Author: Mark Sampson
View album and artist detailsArtist/band: |
Fruko y Sus Tesos |
Label: |
Vampisoul |
Magazine Review Date: |
January/February/2024 |
‘El Violento’? Julio Ernesto Estrada, aka Fruko, who ran for Colombia’s senate in 2013? One hopes not. The veteran of over 40 albums for Colombia’s Discos Fuentes probably earned a few monikers in his time, but maybe the most apt would be ‘El Prolifico’ (The Prolific One). The trouble is that Fruko and his well-drilled Tesos were so consistent and so dependable that it’s hard to pinpoint highlights. Even that similarly hard taskmaster James Brown made a few duds. Vampisoul’s latest reissue, from 1973, is no better and certainly no worse than many others in the Fruko canon.
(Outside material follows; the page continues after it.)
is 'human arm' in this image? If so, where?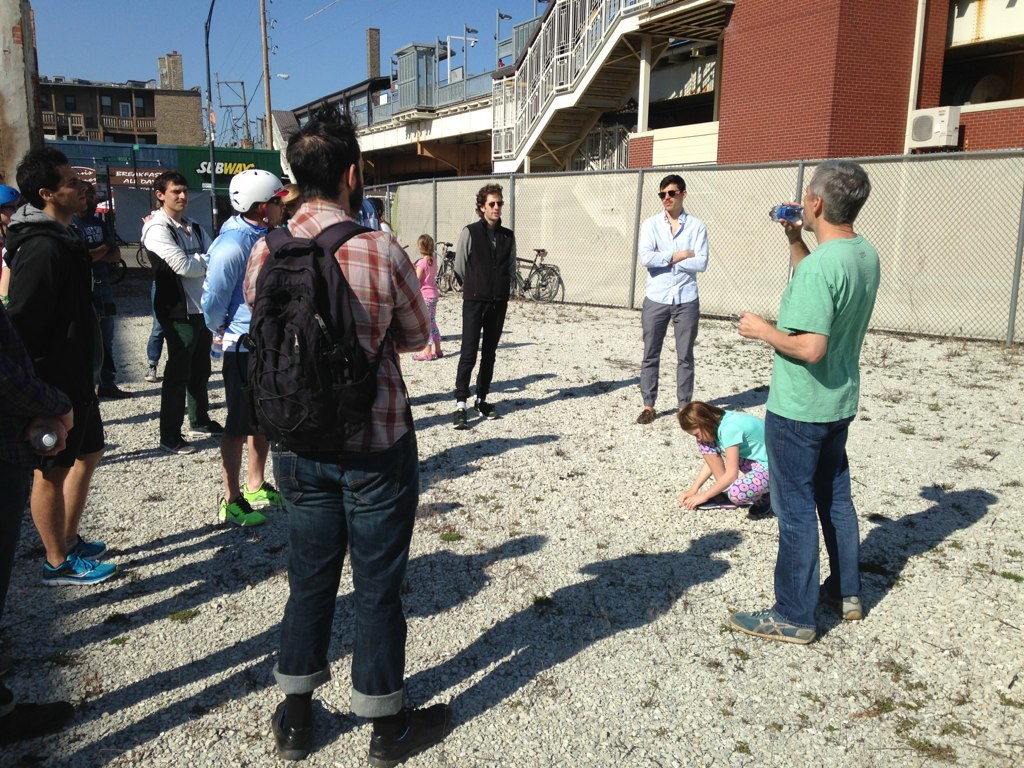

True, there’s ‘Nadando’, which would be a hit for Fruko’s discovery Joe Arroyo, arguably Colombia’s greatest salsa vocalist; there’s ‘Salsa ‘Na Ma’’ with its pounding piano, crackling cowbell, sparkling brass and organ-led descarga jam; there’s the cogent ‘Lamento Cubano’, which says it all in three crisp minutes; and there’s the final, ambitious, seven-minute ‘Mosaico Matancero’ divided seamlessly into a number of sub-titled components. All good, in other words. But there’s no immediately discernible USP – other than the suggestive title, which probably refers to the sheer relentlessness of the dance-oriented music. No room for soppy ballads here.